With a minimal compilation (minimizeJar [1]) results are not convincing:
1437 classes (original guava) -> 919 (minimized guava - limited to only
what we use / use transitively)
Here is a configuration:
https://gist.github.com/lfryc/b86d64c2a20843db0ec2
But no one says we do even need to use it minimizeJar. ;-)
[1]
http://maven.apache.org/plugins/maven-shade-plugin/shade-mojo.html#minimi...
On Wed, Feb 12, 2014 at 9:55 PM, Brian Leathem <bleathem(a)gmail.com> wrote:
On Wed 12 Feb 2014 12:39:46 PM PST, Lukáš Fryč wrote:
>
> It would be nice to remove one more dependency.
+1. I don't like the idea of dropping it altogether though. Many of
the abstractions it introduces are quite useful and lead to cleaner code.

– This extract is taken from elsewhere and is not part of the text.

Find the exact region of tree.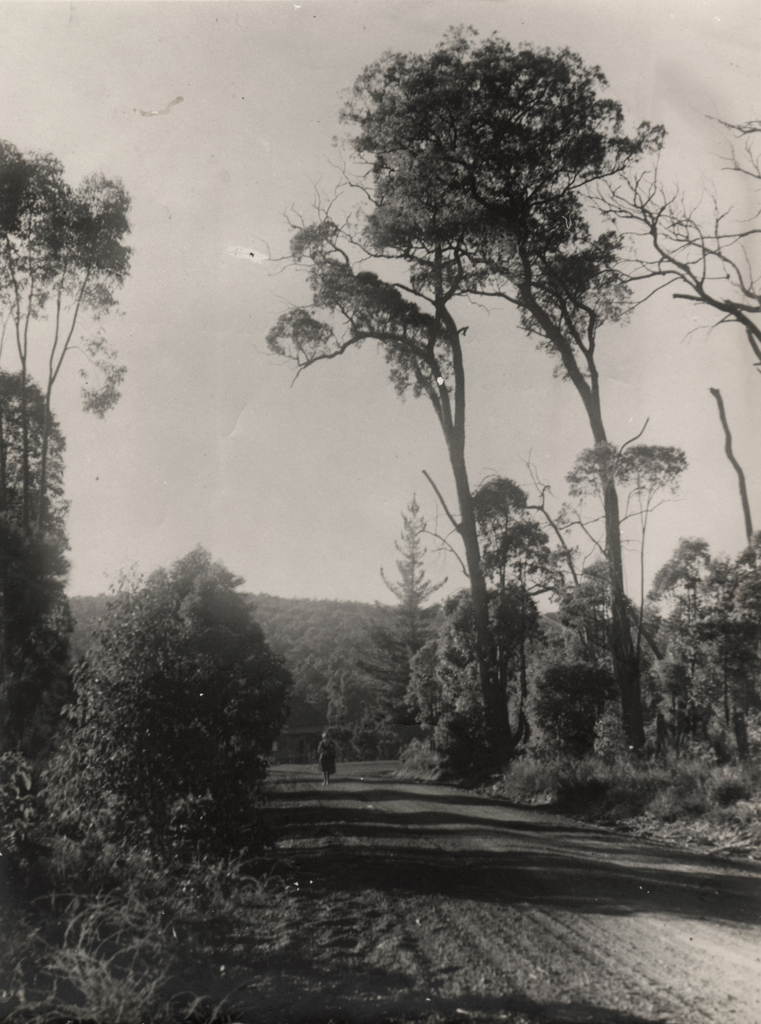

> On Tue, Feb 11, 2014 at 7:07 PM, Cody Lerum
> <richfaces-dev(a)lists.jboss.org <mailto:richfaces-dev@lists.jboss.org>>
> wrote:
>
> Maybe RF shouldn't depend on Guava or at a minimum shouldn't
> depend on anything annotated @Beta as Closables was
> (
http://docs.guava-libraries.googlecode.com/git-history/v13.0.1/javadoc/in...
)
+1 for sticking to the stable API.
We could re-explore the idea of shading guava into the richfaces jar
under a different package name. The downside here is it would be easy
to forget about upgrading the library, however this would no longer
effect user applications nor interact with leaky containers.